Why use these classifications? It’s about data, analysis and action. Each kind of capital requires different management approaches and resource usage. Also, each capital is measured with countless metrics of the current and target performance. Grouping these metrics by capital begins to paint a pattern that informs external reporting and internal integrated thinking and management. It can help you begin to see the forest for the trees.
How to Use the Multi-Capital Model to Fuel Sustainable Corporate Value
This classification approach helps clarify sources and uses of value in your company, and can help fuel the optimization of sustainable corporate value that balances both ESG and financial performance.
How can you implement a multi-capital model?
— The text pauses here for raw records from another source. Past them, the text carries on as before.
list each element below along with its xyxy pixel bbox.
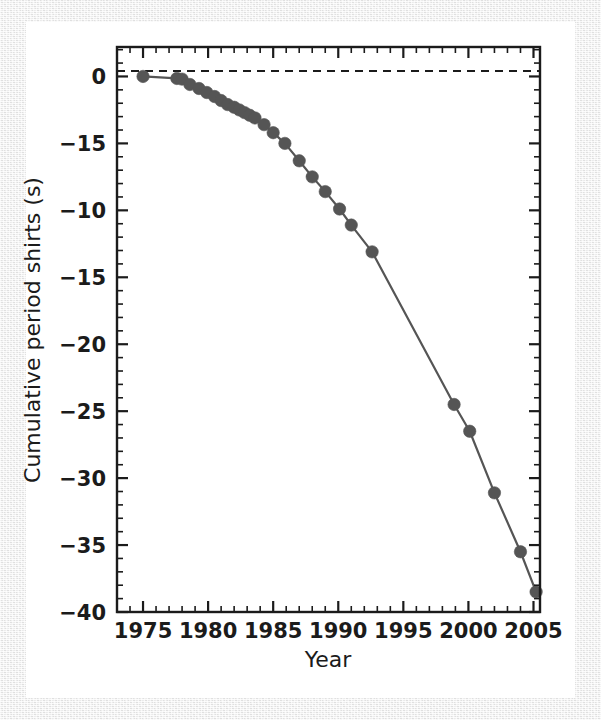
y-tick-label: −40 xyxy=(59,601,106,625)
y-tick-label: −20 xyxy=(59,333,106,357)
y-tick-label: −15 xyxy=(59,132,106,156)
x-tick-label: 1985 xyxy=(244,619,302,643)
data-point xyxy=(333,203,345,215)
data-point xyxy=(293,155,305,167)
chart-figure: 1975198019851990199520002005 0−15−10−15−… xyxy=(0,0,601,720)
data-point xyxy=(319,185,331,197)
y-tick-label: 0 xyxy=(91,65,106,89)
y-tick-label: −30 xyxy=(59,467,106,491)
plot-area-background xyxy=(117,47,540,612)
data-point xyxy=(488,487,500,499)
x-tick-label: 2005 xyxy=(504,619,562,643)
x-tick-label: 1975 xyxy=(114,619,172,643)
data-point xyxy=(448,398,460,410)
y-tick-label: −25 xyxy=(59,400,106,424)
data-point xyxy=(514,546,526,558)
x-tick-label: 2000 xyxy=(439,619,497,643)
x-axis-title: Year xyxy=(304,647,353,672)
x-axis-tick-labels: 1975198019851990199520002005 xyxy=(114,619,563,643)
x-tick-label: 1980 xyxy=(179,619,237,643)
data-point xyxy=(366,246,378,258)
y-tick-label: −10 xyxy=(59,199,106,223)
data-point xyxy=(345,219,357,231)
x-tick-label: 1990 xyxy=(309,619,367,643)
x-tick-label: 1995 xyxy=(374,619,432,643)
y-tick-label: −15 xyxy=(59,266,106,290)
y-axis-title: Cumulative period shirts (s) xyxy=(20,177,45,483)
y-axis-tick-labels: 0−15−10−15−20−25−30−35−40 xyxy=(59,65,106,625)
data-point xyxy=(464,425,476,437)
data-point xyxy=(279,137,291,149)
data-point xyxy=(137,70,149,82)
data-point xyxy=(306,171,318,183)
y-tick-label: −35 xyxy=(59,534,106,558)
data-point xyxy=(267,126,279,138)
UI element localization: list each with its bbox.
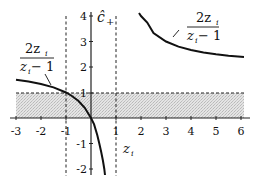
svg-text:+: + — [106, 16, 114, 27]
svg-text:-3: -3 — [11, 125, 22, 138]
svg-text:5: 5 — [213, 125, 220, 138]
x-axis-label: z i — [122, 141, 134, 158]
svg-text:2: 2 — [80, 61, 87, 74]
svg-text:z: z — [19, 59, 27, 74]
svg-text:-2: -2 — [36, 125, 47, 138]
svg-text:2: 2 — [138, 125, 145, 138]
svg-text:-1: -1 — [76, 138, 87, 151]
svg-text:ĉ: ĉ — [97, 9, 105, 25]
svg-text:3: 3 — [163, 125, 170, 138]
svg-text:− 1: − 1 — [198, 28, 221, 43]
svg-text:1: 1 — [80, 87, 87, 100]
svg-text:z: z — [122, 141, 130, 156]
svg-text:i: i — [45, 49, 48, 58]
svg-text:4: 4 — [188, 125, 195, 138]
svg-text:− 1: − 1 — [31, 59, 54, 74]
svg-text:i: i — [131, 149, 134, 158]
svg-text:4: 4 — [80, 10, 87, 23]
leader-line-right — [173, 30, 179, 37]
svg-text:-1: -1 — [61, 125, 72, 138]
svg-text:2z: 2z — [196, 10, 211, 25]
svg-text:1: 1 — [113, 125, 120, 138]
svg-text:i: i — [216, 18, 219, 27]
y-axis-label: ĉ + — [97, 9, 114, 27]
function-plot: -3 -2 -1 1 2 3 4 5 6 4 3 2 1 -1 -2 ĉ + z… — [0, 0, 262, 183]
left-curve-annotation: 2z i z i − 1 — [19, 41, 54, 85]
shaded-region — [16, 93, 244, 118]
right-curve-annotation: 2z i z i − 1 — [173, 10, 221, 45]
svg-text:-2: -2 — [76, 163, 87, 176]
leader-line-left — [45, 74, 51, 85]
svg-text:6: 6 — [238, 125, 245, 138]
svg-text:2z: 2z — [25, 41, 40, 56]
svg-text:z: z — [186, 28, 194, 43]
x-tick-labels: -3 -2 -1 1 2 3 4 5 6 — [11, 125, 245, 138]
svg-text:3: 3 — [80, 36, 87, 49]
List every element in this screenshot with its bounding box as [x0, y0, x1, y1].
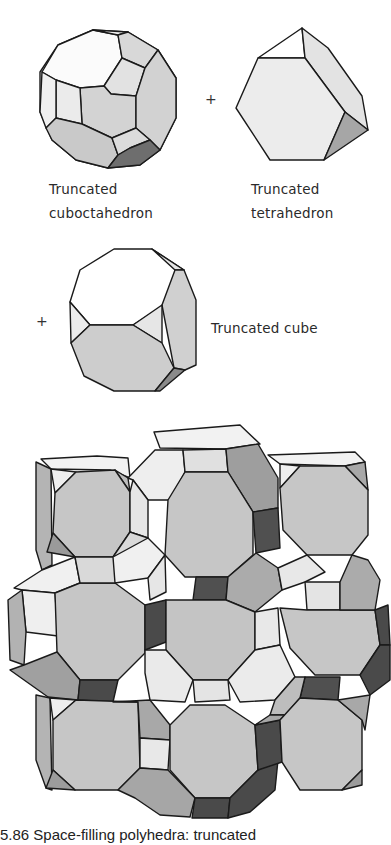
truncated-cuboctahedron-label: Truncated cuboctahedron [49, 180, 153, 223]
truncated-tetrahedron-label: Truncated tetrahedron [251, 180, 333, 223]
truncated-cube-illustration [68, 245, 203, 395]
plus-operator: + [205, 91, 217, 107]
truncated-tetrahedron-illustration [235, 26, 385, 166]
space-filling-honeycomb-illustration [0, 420, 391, 820]
plus-operator: + [36, 313, 48, 329]
figure-caption: 5.86 Space-filling polyhedra: truncated [0, 826, 256, 843]
truncated-cuboctahedron-illustration [36, 26, 186, 171]
truncated-cube-label: Truncated cube [211, 319, 318, 338]
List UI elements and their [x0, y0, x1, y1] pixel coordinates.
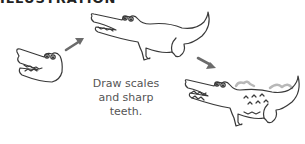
caption-line-3: teeth.	[84, 105, 168, 119]
crocodile-head-drawing	[17, 49, 62, 82]
arrow-up-right-icon	[66, 38, 84, 50]
crocodile-detailed-drawing	[185, 76, 299, 126]
arrow-down-right-icon	[198, 58, 216, 69]
caption-line-1: Draw scales	[84, 77, 168, 91]
crocodile-body-drawing	[91, 12, 209, 60]
step-caption: Draw scales and sharp teeth.	[84, 77, 168, 119]
crocodile-drawing-steps	[0, 0, 305, 144]
caption-line-2: and sharp	[84, 91, 168, 105]
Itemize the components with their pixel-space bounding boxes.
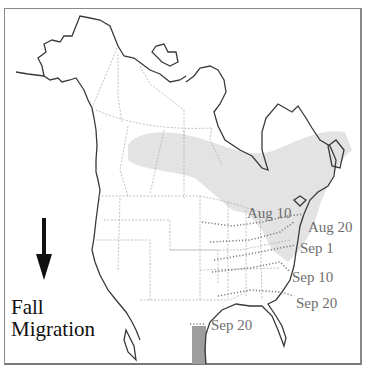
- legend-title-line2: Migration: [11, 318, 95, 340]
- wintering-range: [192, 326, 206, 364]
- legend-title-line1: Fall: [11, 296, 44, 318]
- label-sep-20-gulf: Sep 20: [211, 318, 252, 333]
- label-sep-20-east: Sep 20: [296, 296, 337, 311]
- label-aug-20: Aug 20: [308, 220, 353, 235]
- down-arrow-icon: [36, 218, 52, 280]
- label-sep-10: Sep 10: [292, 270, 333, 285]
- label-aug-10: Aug 10: [247, 206, 292, 221]
- label-sep-1: Sep 1: [300, 241, 334, 256]
- isochrone-sep-10: [212, 262, 290, 272]
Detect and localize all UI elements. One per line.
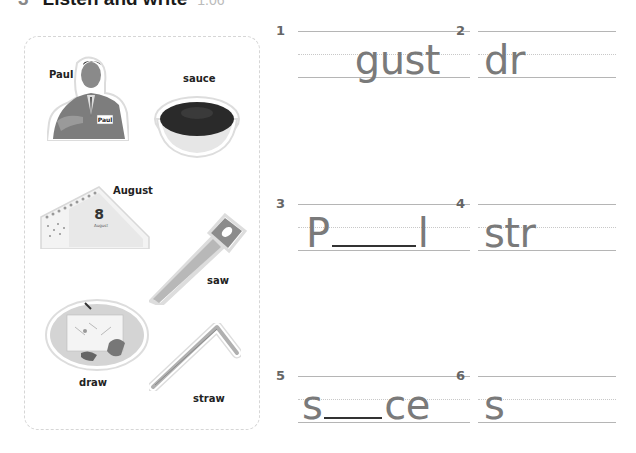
exercise-2-prefix: dr (484, 37, 525, 83)
exercise-3-suffix: l (418, 210, 429, 256)
exercise-5-blank[interactable] (324, 417, 382, 419)
drawing-photo (45, 299, 149, 371)
svg-text:August: August (94, 223, 108, 228)
exercise-2-answer-field[interactable]: dr (478, 40, 616, 80)
calendar-photo: 8 August (39, 183, 151, 249)
svg-text:8: 8 (94, 206, 104, 222)
exercise-3-prefix: P (306, 210, 330, 256)
exercise-4-prefix: str (484, 210, 535, 256)
straw-icon (149, 323, 241, 391)
writing-line-top (298, 204, 470, 205)
exercise-number: 3 (18, 0, 29, 9)
straw-photo (149, 323, 241, 391)
exercise-1-suffix: gust (355, 37, 440, 83)
exercise-3-answer-field[interactable]: Pl (298, 213, 470, 253)
exercise-4-answer-field[interactable]: str (478, 213, 616, 253)
child-drawing-icon (45, 299, 149, 371)
exercise-5-number: 5 (276, 368, 285, 383)
exercise-3: 3 Pl (298, 204, 470, 254)
picture-panel: Paul Paul sauce August (24, 36, 260, 430)
man-pointing-icon: Paul (47, 53, 129, 141)
exercise-5-answer-field[interactable]: sce (298, 385, 470, 425)
writing-line-top (298, 31, 470, 32)
exercise-5: 5 sce (298, 376, 470, 426)
exercise-1-answer-field[interactable]: gust (298, 40, 470, 80)
calendar-icon: 8 August (39, 183, 151, 249)
writing-line-top (298, 376, 470, 377)
exercise-3-number: 3 (276, 196, 285, 211)
exercise-title: Listen and write (43, 0, 188, 9)
picture-label-sauce: sauce (183, 73, 216, 84)
picture-label-draw: draw (79, 377, 107, 388)
exercise-heading: 3Listen and write1.06 (18, 0, 224, 8)
exercise-4: 4 str (478, 204, 616, 254)
exercise-6-answer-field[interactable]: s (478, 385, 616, 425)
exercise-6: 6 s (478, 376, 616, 426)
exercise-1: 1 gust (298, 31, 470, 81)
exercise-6-number: 6 (456, 368, 465, 383)
exercise-3-blank[interactable] (332, 245, 416, 247)
saw-photo (149, 213, 247, 305)
svg-text:Paul: Paul (98, 116, 113, 123)
exercise-4-number: 4 (456, 196, 465, 211)
writing-line-top (478, 376, 616, 377)
exercise-1-number: 1 (276, 23, 285, 38)
exercise-2-number: 2 (456, 23, 465, 38)
exercise-6-prefix: s (484, 382, 504, 428)
bowl-icon (153, 93, 241, 161)
writing-line-top (478, 204, 616, 205)
writing-line-top (478, 31, 616, 32)
exercise-5-prefix: s (302, 382, 322, 428)
picture-label-straw: straw (193, 393, 225, 404)
man-pointing-photo: Paul (47, 53, 129, 141)
saw-icon (149, 213, 247, 305)
audio-track-number: 1.06 (197, 0, 224, 8)
exercise-5-suffix: ce (384, 382, 430, 428)
sauce-bowl-photo (153, 93, 241, 161)
exercise-2: 2 dr (478, 31, 616, 81)
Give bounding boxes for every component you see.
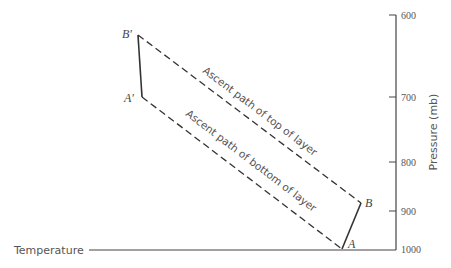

We recommend these best practices:
- Create the right classification system for your company’s capitals
- Associate all key performance Indicators (KPIs) and controls to one or more capitals (if it can’t be mapped to a capital, it’s not a KPI)
- Identify where KPI’s are managed in your internal value chain and by whom
- Track performance by capital to get a sense of the performance and health of that class of resources today and the outlook for tomorrow
- Communicate with stakeholders about how you’re doing with respect to the capitals in order to continue to earn the right to attracted capitals
- Integrate the capitals into your corporate decisioning systems. Key areas are resource allocation, innovation/improvement management and capital investments. Require that investment analysis consider not only the direct effect on financial and operational performance—but also indirect effects on all the capitals.
Conclusion
This new approach is completely in the spirit of the definition of capital used above as long as you change the word owner to user:
Capital is a broad term that can describe anything that confers value or benefit to its user
Ensure that your company continues to have access to the capitals it needs. The multi-capital model is a way to understand, communicate, manage and optimize this broad group of resources upon which your company relies. It helps frame thinking to ensure the key needs of shareholders, stakeholders and the environment are all considered in your external reporting and internal management practices. Think holistically now to ensure better results tomorrow.